Exploring Ray’s ‘French connection’


Observing the 100th birth anniversary of the “complete film-maker” Satyajit Ray, the Alliance Francaise Du Bengale sought to explore the maestro’s ‘French connection’ while delving deeper into the works of this “renaissance man”.

“Ray could have become anything he wanted. He was a polymath. Writer and illustrator he already was but the skills he accomplished in various areas of filmmaking, purely for practical purposes, made him the most complete filmmaker,” opined veteran actor Dhritiman Chatterjee who made his debut in cinema with Ray’s Pratidwandi. Citing an example of the auteur’s skills, Chatterjee said, “It was astonishing how deftly he handled the faders while mixing sounds for the movies. Ray was an embodiment of a renaissance man.”

He added, “Manikda (Ray) once told me that the idea of the movie ‘Agantuk’ came to him while reading up on the French anthropologist, Claude Levi-Strauss. Motivation came to him from all sorts of fields.”

Eminent filmmaker and SRFTI Dean, Ashoke Viswanathan felt people looked at Ray as a narrative artist, a storyteller.

“He had a profound understanding of non-narrative cinema and was aware of the post-modern era where narrative disjunction was the order. His works were subtle. If his film Kanchanjangatouches on the subject of alienation then Nayak showed how dreams merge with reality. Ray was able to operate at different levels.” Professor Sanjay Mukhopadhyay of the Jadavpur University film studies department sought to point out how the auteur’s initiative to set up the Calcutta Film Society in 1947 helped in the dissemination of film culture.

He pointed out that Ray was a master in converting a language into images that played out like a piece of music in Pather Panchali based on a novel by Bibhutibhushan Bandopadhyay.

“He was a master of auteur cinema”.

While Chatterjee opined that Ray was slightly dismissive of French New Wave cinema, Mukherjee said Ray was a great admirer of French auteur François Truffaut and Jean-Luc Godard while remarking that Satyajit’s French connection goes way back to the time when The River was being shot by the filmmaker Jean Renoir.

“He clearly inspired Ray by introducing him to the significance of lighting in cinema. Ray later used some brilliant lighting techniques for his film Aparajito”.

Raju Raman, president, Cine Academy, meanwhile, recalled how the former President of France, François Mitterrand had to climb up a step at National Library to match the height of Ray so he could confer on him the prestigious Legion of Honour, the highest French order of merit.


» **Your goal**: Copy the records below, from the line containing "The image size" through the last line; leave out pictures.

Collection entries:
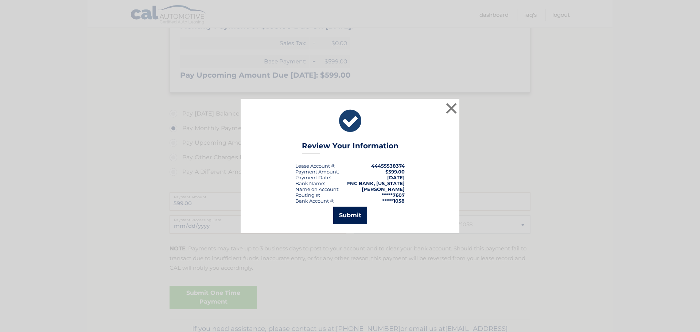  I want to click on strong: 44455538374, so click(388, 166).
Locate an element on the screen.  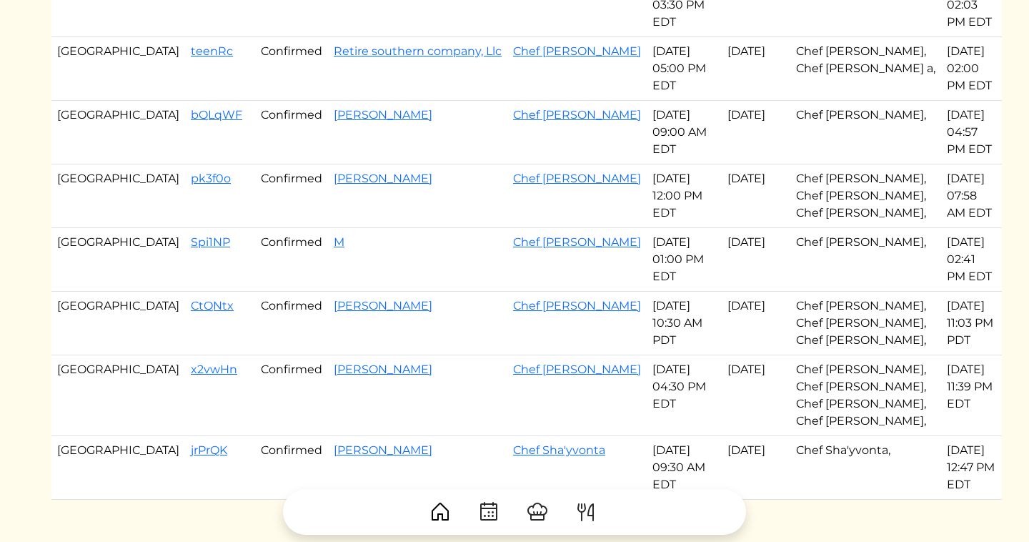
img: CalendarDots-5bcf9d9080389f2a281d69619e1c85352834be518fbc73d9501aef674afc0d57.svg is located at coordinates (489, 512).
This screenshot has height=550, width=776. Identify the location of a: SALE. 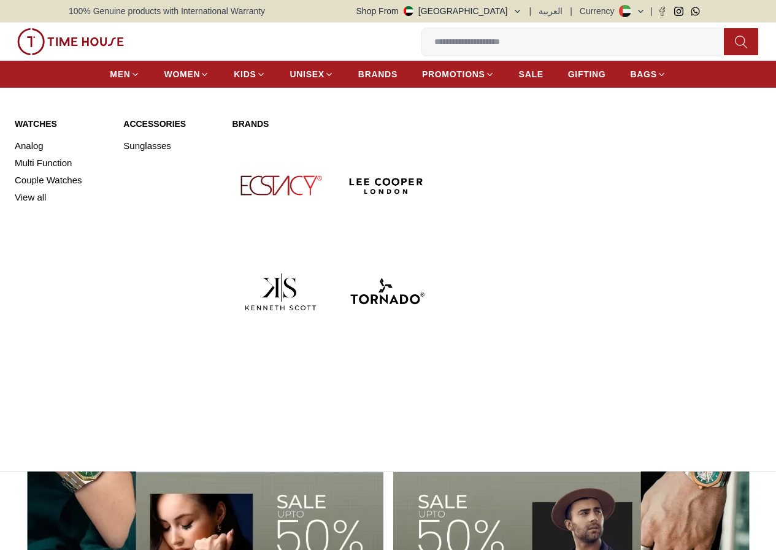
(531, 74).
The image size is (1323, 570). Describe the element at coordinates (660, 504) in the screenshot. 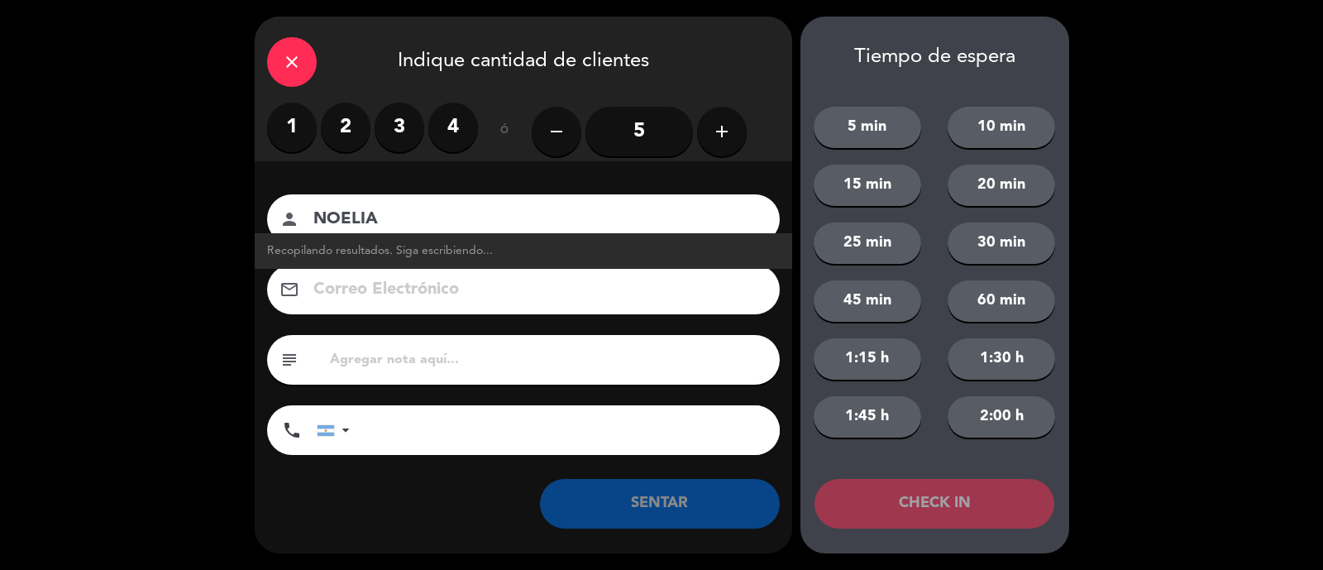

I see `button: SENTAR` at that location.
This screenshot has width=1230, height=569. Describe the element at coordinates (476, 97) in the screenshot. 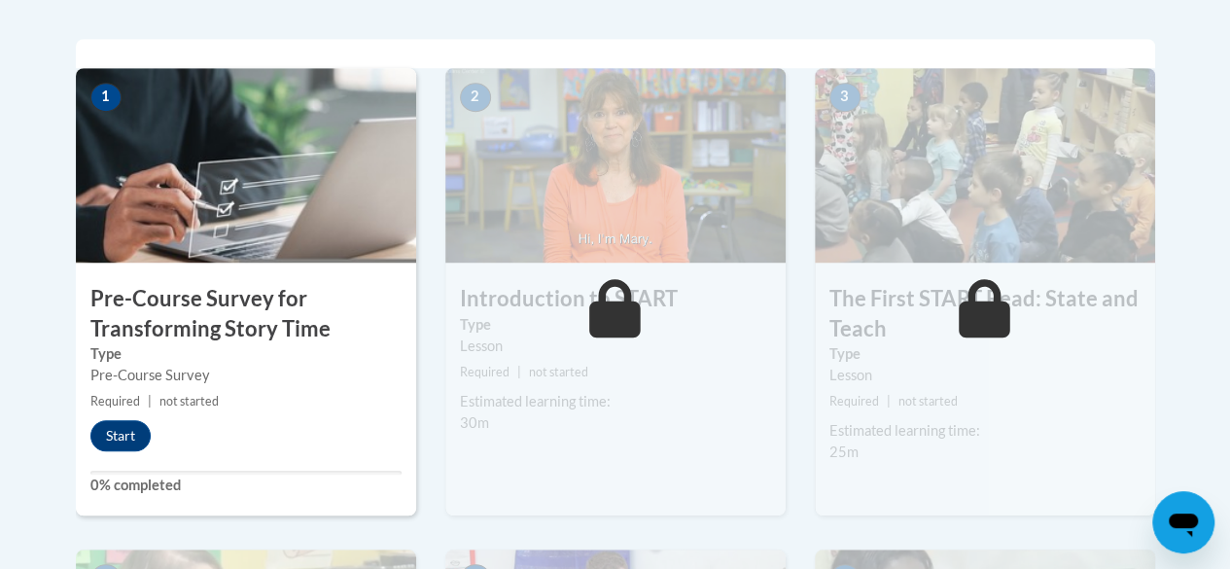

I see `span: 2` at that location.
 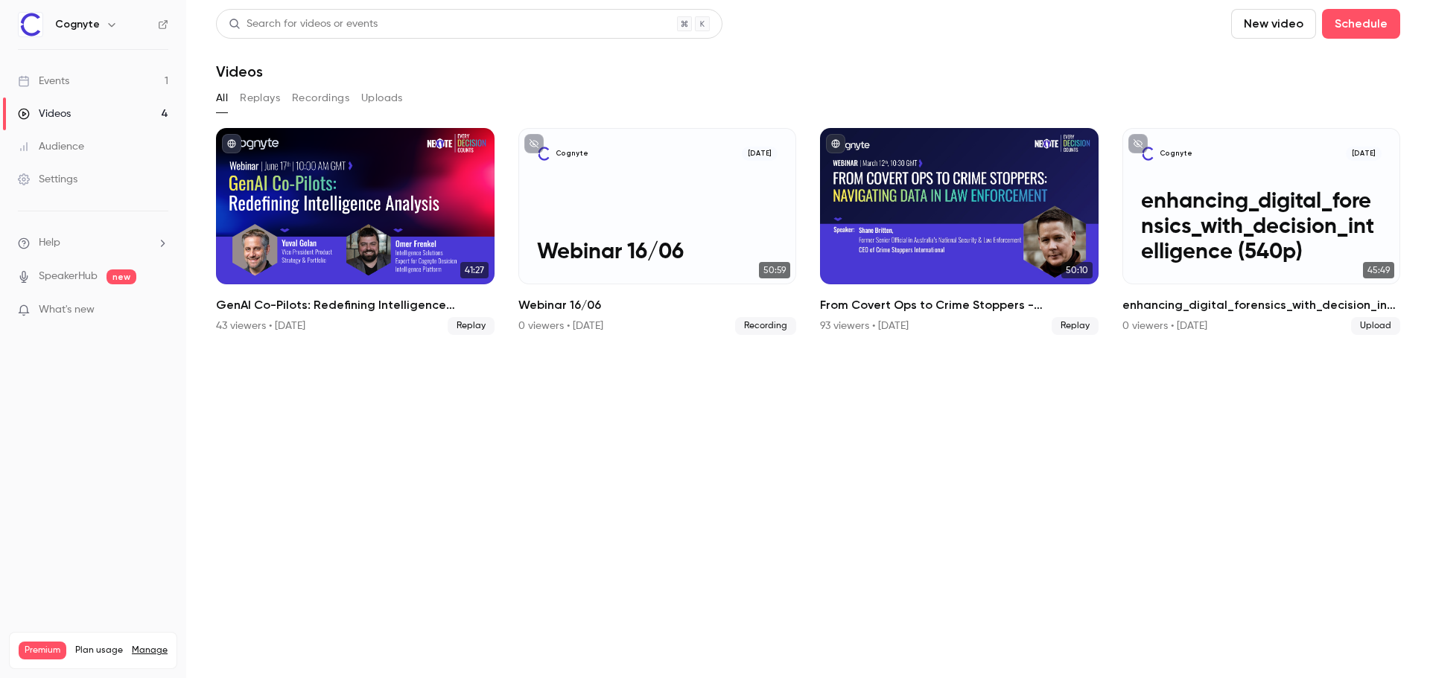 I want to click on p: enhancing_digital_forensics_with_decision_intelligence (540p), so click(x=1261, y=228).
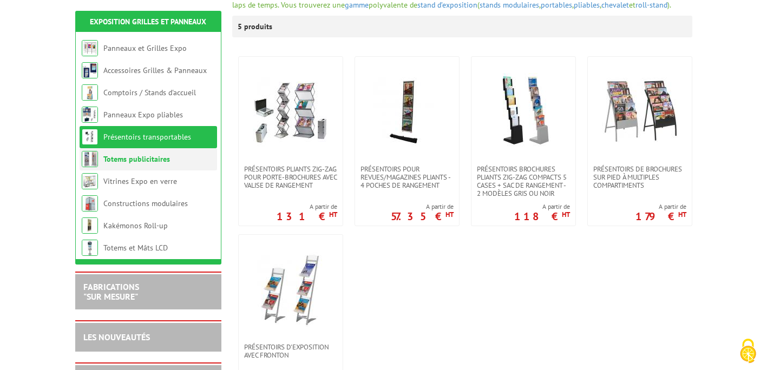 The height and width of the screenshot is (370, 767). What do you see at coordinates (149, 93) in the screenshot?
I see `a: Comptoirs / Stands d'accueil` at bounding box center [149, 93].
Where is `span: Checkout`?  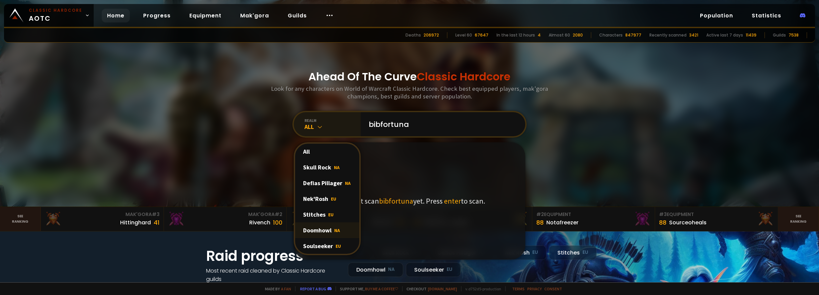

» **Answer to the problem**:
The image size is (1323, 570). Describe the element at coordinates (660, 504) in the screenshot. 

I see `button: SENTAR` at that location.
This screenshot has width=1230, height=569. Describe the element at coordinates (476, 97) in the screenshot. 

I see `span: 2` at that location.
  I want to click on p: enhancing_digital_forensics_with_decision_intelligence (540p), so click(x=1261, y=228).
 The height and width of the screenshot is (370, 767). What do you see at coordinates (149, 93) in the screenshot?
I see `a: Comptoirs / Stands d'accueil` at bounding box center [149, 93].
Where is `span: Checkout`?  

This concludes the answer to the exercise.